Among the 500+ corporate professionals who have taken the Founders Pilot assessment, the average readiness score is 69 out of 100. Most of them have a good idea. Most of them understand their market. The gaps are almost never where people expect them to be.
The data says: The top gaps among corporate professionals are Resource Runway and Execution Progress. These are infrastructure problems, not idea problems. Your idea is probably better than you think. Your preparation might not be.
The three real fears
Financial fear
This is the most rational fear and the easiest to address with planning. You need 12-18 months of runway before you leave. Not 3 months. Not 6. Twelve to eighteen, minimum. This isn't pessimism — it's the time it takes to find product-market fit, even with a validated idea.
The goal isn't to eliminate financial risk. It's to buy yourself enough time to learn, iterate, and find what works without the pressure of next month's rent forcing bad decisions.
Identity fear
This one is harder to plan for. Your title, your company, your position in the hierarchy — these are part of how you see yourself. Leaving means letting go of a professional identity you've spent years building.

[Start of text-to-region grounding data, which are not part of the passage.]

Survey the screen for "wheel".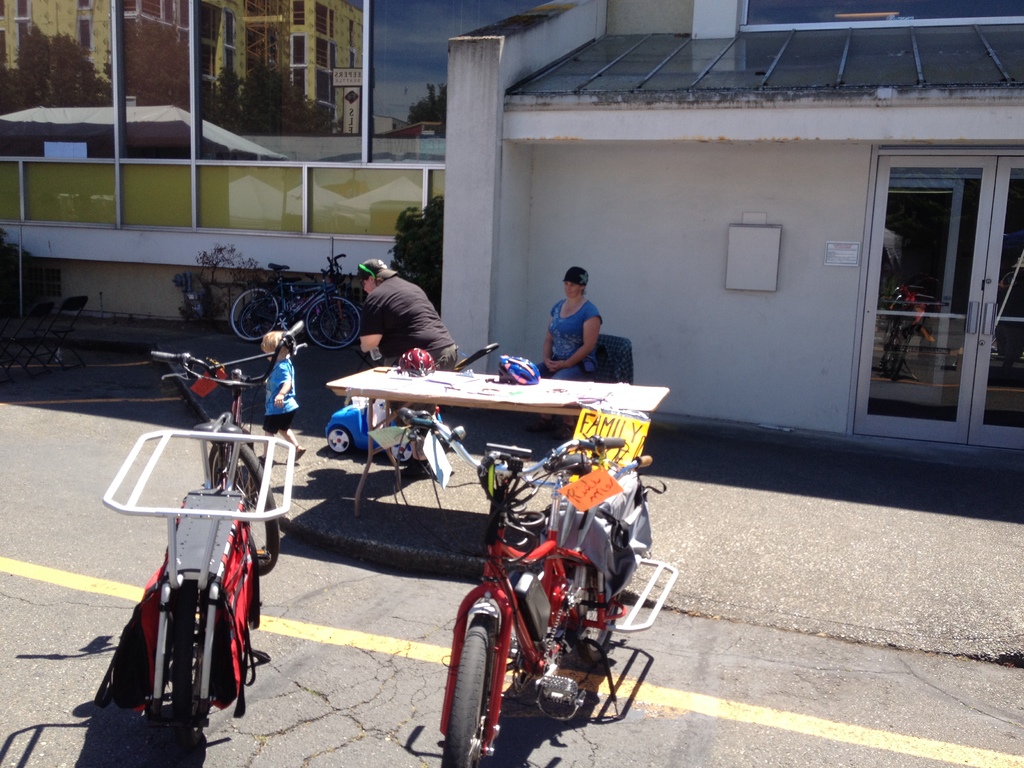
Survey found: <box>227,282,281,338</box>.
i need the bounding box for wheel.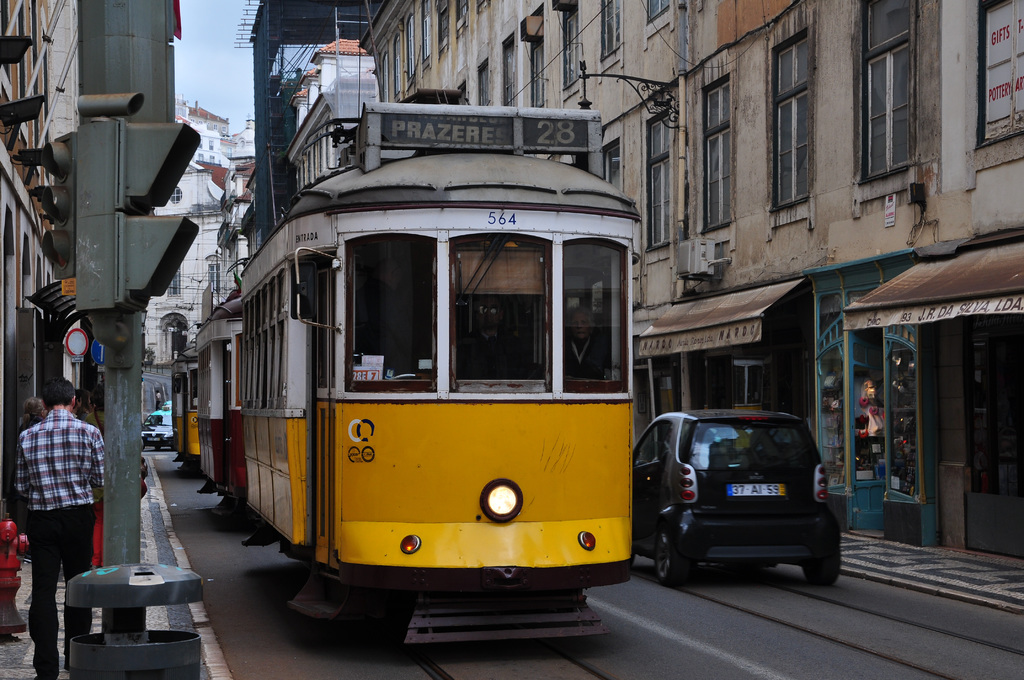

The assessment measures this directly in the Founder Capacity quadrant. Founders who have already started separating their identity from their title score significantly higher — not because they care less about their career, but because they've made room for a new one.
Timing fear
“Is this the right time?” is usually the wrong question. The right question is: “what will I know in six months that I don't know now, and can I learn it while still employed?” If you can validate the idea without quitting, do that first. If you've already validated and you're still waiting, the timing fear might be masking one of the other two.
Signs you're ready
- You have 12+ months of living expenses saved
- You've talked to 20+ potential customers about the problem
- At least 3-5 people have paid you for a version of your solution
- You've started separating your identity from your title
- You can articulate the problem better than anyone in the room
- The cost of not trying has started to outweigh the risk of trying
Signs you're not ready yet
- You haven't talked to any potential customers
- You're excited about the solution but can't describe the problem in detail
- You have less than 6 months of savings
- You're running from your job, not toward your idea
Not being ready yet isn't a failure. It's information. And most of the gaps between “not ready” and “ready” can be closed in 3-6 months with focused effort.
Find out exactly where you stand
The Founders Pilot assessment measures your readiness across four dimensions and tells you specifically what's between you and a confident transition. It takes 3 minutes and requires no signup.